House debates

Thursday, 1 June 2017

Bills

Appropriation Bill (No. 1) 2017-2018; Consideration in Detail

10:44 am

Photo of Shayne NeumannShayne Neumann (Blair, Australian Labor Party, Shadow Minister for Indigenous Affairs) Share this | Hansard source

Minister, I will ask a series of questions in relation to the government's priorities concerning the staffing and resourcing of the Department of Immigration and Border Protection in accordance with the budget. Under the immigration minister's watch, the Department of Immigration and Border Protection is having more and more jobs cut from the ranks, and the minister is attempting to conceal those figures in the budget papers. The Senate budget estimates process reveals that the immigration department has had 509 employees cut from its workforce since 1 July 2016. The department started the financial year at 14,266 employees and now has only 13,757 employees. The 2016-17 budget stated that the Department of Immigration and Border Protection was going to lose an average staffing level of 305 jobs. The reality, however, is that the department has cut 509 individual jobs this financial year so far. The 2017-18 budget shows a further cut of 245 to the Department of Immigration and Border Protection's average staffing level number. That is hundreds of departmental staff who are no longer able to process visas or citizenship applications, to crack down on rorts in relation to the 457 visa program or other temporary protection visa programs or, indeed, to protect our borders. Given the government's track record over the past year, how many individual jobs is the government going to slash from the Department of Immigration and Border Protection?

This Senate budget estimates process confirms that the loss includes some 250 departmental staff from call centres in Sydney, London and Ottawa, jobs that will be outsourced in the coming financial year. The department, under the minister's watch, has been forced to close its Dandenong office, which sees more than 20,000 people each year. This is happening while waiting times for visas to be processed have ballooned out. This Turnbull government's indexing of visa charges means that the cost of visas will continue to rise with no correlating improvement in assessment times. In addition, there is the fact that the government is planning on having a new department office building built in Canberra at a cost of $256 million.

So the minister is closing a regional suburban immigration office, with an expected saving of only $212,000, at the same time as he is rewarding the brass with a shiny new $256 million headquarters, with an armoury whose cost to construct, ironically, is the same amount as the department is expected to save by closing the Dandenong office. Why is the minister allowing service staff, the people who actually process visas, to be slashed from his department? Can the minister explain why the government is considering the true number of employees being slashed from the department in the budget papers? Why is the minister allowing staff to be cut from the department's visa and citizenship group while announcing sweeping changes in both areas? Can the minister guarantee visa processing times will not continue to increase while the department's workforce numbers are savaged? Why is the minister allowing the outsourcing of departmental jobs, rather than keeping them in house? Why is the minister allowing his department to prop up the department's workforce by using labour hire companies, including some 446 IT staff alone? What do these agreements mean for the cost of running the department? What do these agreements mean for the efficiency of the department? How can the minister justify staff being slashed from the department while commissioning a new, $256 million building? Why is the minister closing the Dandenong office and building a new armoury in Canberra for the same exact cost, $212,000, as the saving? When will the minister stand up for the department's workforce and protect their jobs?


Problem description
Take the lines below beginning at the line that has "You are a GUI" and stopping after the line that has "This screenshot has", and print them exactly as they are, with no other lines.

(Beginning of Records provided)

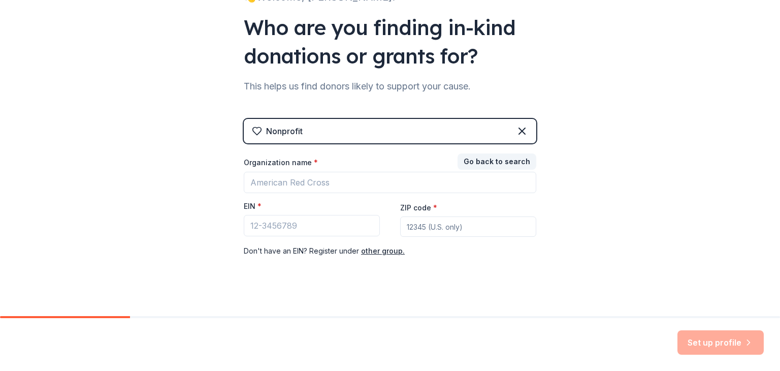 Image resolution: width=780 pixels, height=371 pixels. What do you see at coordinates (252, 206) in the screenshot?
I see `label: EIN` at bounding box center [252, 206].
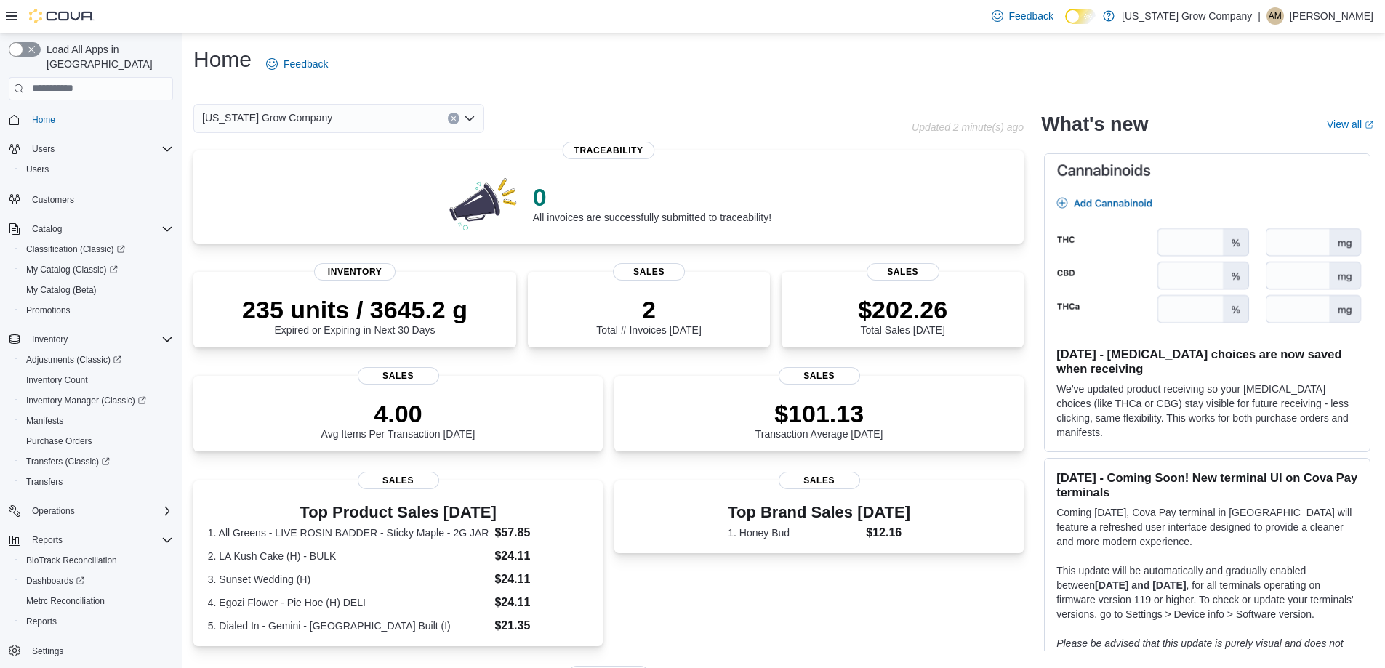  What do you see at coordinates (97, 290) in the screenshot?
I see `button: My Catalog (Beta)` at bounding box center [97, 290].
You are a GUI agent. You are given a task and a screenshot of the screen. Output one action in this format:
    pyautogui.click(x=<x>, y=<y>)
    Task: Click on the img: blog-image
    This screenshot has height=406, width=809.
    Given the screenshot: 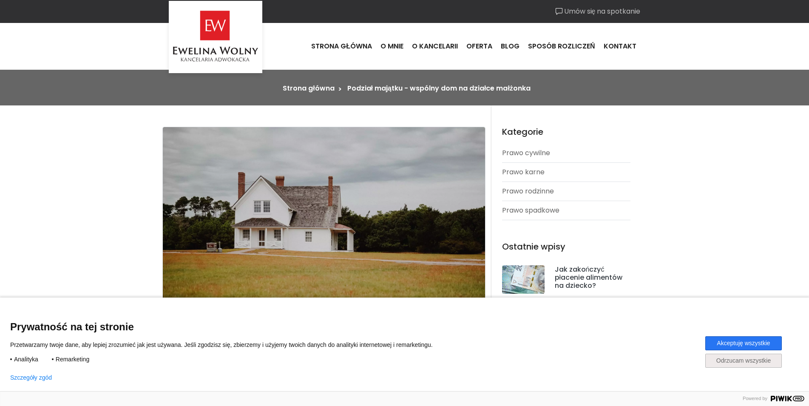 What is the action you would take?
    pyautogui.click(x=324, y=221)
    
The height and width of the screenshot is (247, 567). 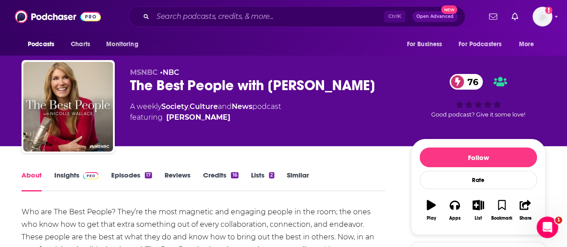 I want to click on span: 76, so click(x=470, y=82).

(End of Records provided)

Answer to the exercise
You are a GUI agent. You are given a task and a screenshot of the screen. Output one action in this format:
    pyautogui.click(x=<x>, y=<y>)
    Task: Click on the img: blog-image
    This screenshot has height=406, width=809.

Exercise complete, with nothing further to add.